GLOBAL – Asian REITs are leading their European and North American counterparts on environmental performance, according to a report from MSCI ESG Research.

The report, which benchmarks 70 REITs, measured portfolio-wide performance against criteria including the level of environmental certification.

Asia-Pacific REITs came out top with 24.2%, compared with 17.5% for European and 5.6% in North American REITs.

Senior analyst Mario López-Alcalá attributed the performance differential to a combination of regulatory initiatives and electricity prices.

López-Alcalá acknowledged that Asia-Pacific's regional performance had been driven to some extent by outperformance in Australia, which requires REITs to disclose energy ratings for buildings above a minimum size.

"Government commitment is instrumental in making managers and tenants aware," he said.

"Regulatory and market incentives are both important. Regulation will propel the market, but then the market will take over and make new practices the new normal."

In contrast to the European Union and Australia, the US has yet to implement federal regulation related to climate change.

Moreover, the US lacks the other significant incentive to focus on environmental performance – a decade-long increase in energy prices.

Price increases in Asia and Europe over the decade to 2011 drove energy efficiency improvement in those markets.

More muted North American increases – 42%, compared with 134% in Europe and 199% in Asia-Pacific – resulted in "stagnant" energy and water-efficiency improvements.

Measured by sector, retail and residential lag behind office REITs.

Yet, according to the MSCI report, retail ranks with office in its potential as a resource-intensive sub-sector to mitigate energy-price volatility risks.

Similar opportunities lie in diversified REITs, which on average comprise 31% office and 18% retail assets, and specialist North American REITs, which are significantly underdeveloped.

The report also noted green certification of 9% of Prologis's portfolio, and 17.6% of Segro's, despite limited opportunities for green development in industrial.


**REQUIRED ACTION**: Sort through the entries below and pull out lines containing the word "this".

**SUPPLIED RECORDS**:
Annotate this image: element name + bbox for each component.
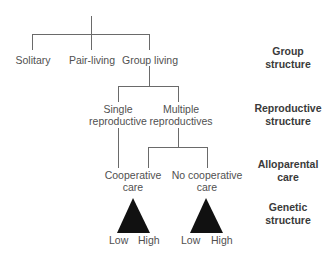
--
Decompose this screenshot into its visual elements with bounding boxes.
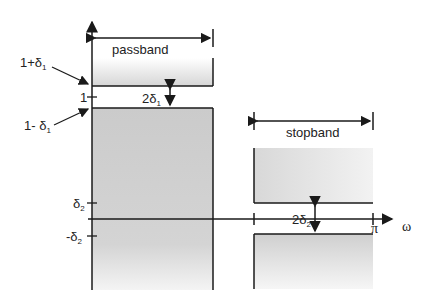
---
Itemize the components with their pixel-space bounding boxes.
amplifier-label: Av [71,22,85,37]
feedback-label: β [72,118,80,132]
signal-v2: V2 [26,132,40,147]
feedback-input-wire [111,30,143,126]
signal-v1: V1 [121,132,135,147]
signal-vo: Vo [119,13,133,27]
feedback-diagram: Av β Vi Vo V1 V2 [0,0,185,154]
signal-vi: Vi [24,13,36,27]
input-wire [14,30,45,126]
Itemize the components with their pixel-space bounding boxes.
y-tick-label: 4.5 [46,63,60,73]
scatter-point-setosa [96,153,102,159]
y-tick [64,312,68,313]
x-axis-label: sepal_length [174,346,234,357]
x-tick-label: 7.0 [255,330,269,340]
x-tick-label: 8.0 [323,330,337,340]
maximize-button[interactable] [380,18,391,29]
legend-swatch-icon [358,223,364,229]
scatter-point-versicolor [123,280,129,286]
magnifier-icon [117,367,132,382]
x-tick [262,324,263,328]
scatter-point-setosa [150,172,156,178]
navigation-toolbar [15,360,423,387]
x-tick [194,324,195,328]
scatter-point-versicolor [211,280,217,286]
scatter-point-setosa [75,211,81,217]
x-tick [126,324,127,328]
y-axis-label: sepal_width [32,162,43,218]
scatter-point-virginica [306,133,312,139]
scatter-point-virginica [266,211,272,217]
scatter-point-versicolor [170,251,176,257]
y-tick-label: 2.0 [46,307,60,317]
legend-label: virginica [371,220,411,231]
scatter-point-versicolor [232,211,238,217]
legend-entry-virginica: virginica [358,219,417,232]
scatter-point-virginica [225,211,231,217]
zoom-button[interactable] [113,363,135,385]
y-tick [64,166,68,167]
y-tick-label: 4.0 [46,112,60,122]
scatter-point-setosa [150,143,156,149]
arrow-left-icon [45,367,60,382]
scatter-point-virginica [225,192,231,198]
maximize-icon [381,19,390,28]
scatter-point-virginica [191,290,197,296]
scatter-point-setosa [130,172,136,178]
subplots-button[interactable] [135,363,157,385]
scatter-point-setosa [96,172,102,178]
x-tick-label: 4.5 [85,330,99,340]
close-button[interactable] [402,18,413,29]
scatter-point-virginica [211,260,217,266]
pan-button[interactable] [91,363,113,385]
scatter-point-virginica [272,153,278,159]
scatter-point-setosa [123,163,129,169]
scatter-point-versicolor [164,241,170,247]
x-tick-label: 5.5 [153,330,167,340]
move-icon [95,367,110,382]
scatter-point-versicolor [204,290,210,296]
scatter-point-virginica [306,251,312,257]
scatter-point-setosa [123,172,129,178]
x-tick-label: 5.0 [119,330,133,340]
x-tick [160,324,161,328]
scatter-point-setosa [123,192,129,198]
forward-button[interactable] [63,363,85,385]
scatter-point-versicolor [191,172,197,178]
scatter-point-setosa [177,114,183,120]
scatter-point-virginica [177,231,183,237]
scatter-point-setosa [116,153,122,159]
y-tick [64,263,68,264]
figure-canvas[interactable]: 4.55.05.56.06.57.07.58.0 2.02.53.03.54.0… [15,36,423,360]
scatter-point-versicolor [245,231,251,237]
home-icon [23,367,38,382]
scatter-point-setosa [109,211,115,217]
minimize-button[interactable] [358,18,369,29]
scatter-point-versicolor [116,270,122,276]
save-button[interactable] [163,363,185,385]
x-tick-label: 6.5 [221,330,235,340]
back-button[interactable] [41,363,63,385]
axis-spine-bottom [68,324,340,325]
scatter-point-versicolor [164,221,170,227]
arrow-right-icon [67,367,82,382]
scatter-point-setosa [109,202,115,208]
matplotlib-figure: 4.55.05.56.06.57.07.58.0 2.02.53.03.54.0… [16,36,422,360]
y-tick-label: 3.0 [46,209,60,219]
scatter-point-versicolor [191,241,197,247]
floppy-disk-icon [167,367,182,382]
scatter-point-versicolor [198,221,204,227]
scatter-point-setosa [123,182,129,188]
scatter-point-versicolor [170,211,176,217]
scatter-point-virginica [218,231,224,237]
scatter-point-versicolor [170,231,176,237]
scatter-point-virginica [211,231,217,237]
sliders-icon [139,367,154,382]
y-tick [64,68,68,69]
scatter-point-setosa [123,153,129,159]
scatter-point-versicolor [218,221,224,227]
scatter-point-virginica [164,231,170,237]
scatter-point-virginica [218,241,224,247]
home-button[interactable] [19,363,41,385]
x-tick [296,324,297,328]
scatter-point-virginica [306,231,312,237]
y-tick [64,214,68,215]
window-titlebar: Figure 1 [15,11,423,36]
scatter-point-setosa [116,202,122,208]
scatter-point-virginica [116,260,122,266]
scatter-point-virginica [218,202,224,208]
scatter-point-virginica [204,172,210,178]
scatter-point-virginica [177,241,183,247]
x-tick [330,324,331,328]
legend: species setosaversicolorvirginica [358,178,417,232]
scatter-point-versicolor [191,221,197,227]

**TASK RESPONSE**:
Annotate this image: element name + bbox for each component.
Decompose this screenshot into its visual elements with bounding boxes.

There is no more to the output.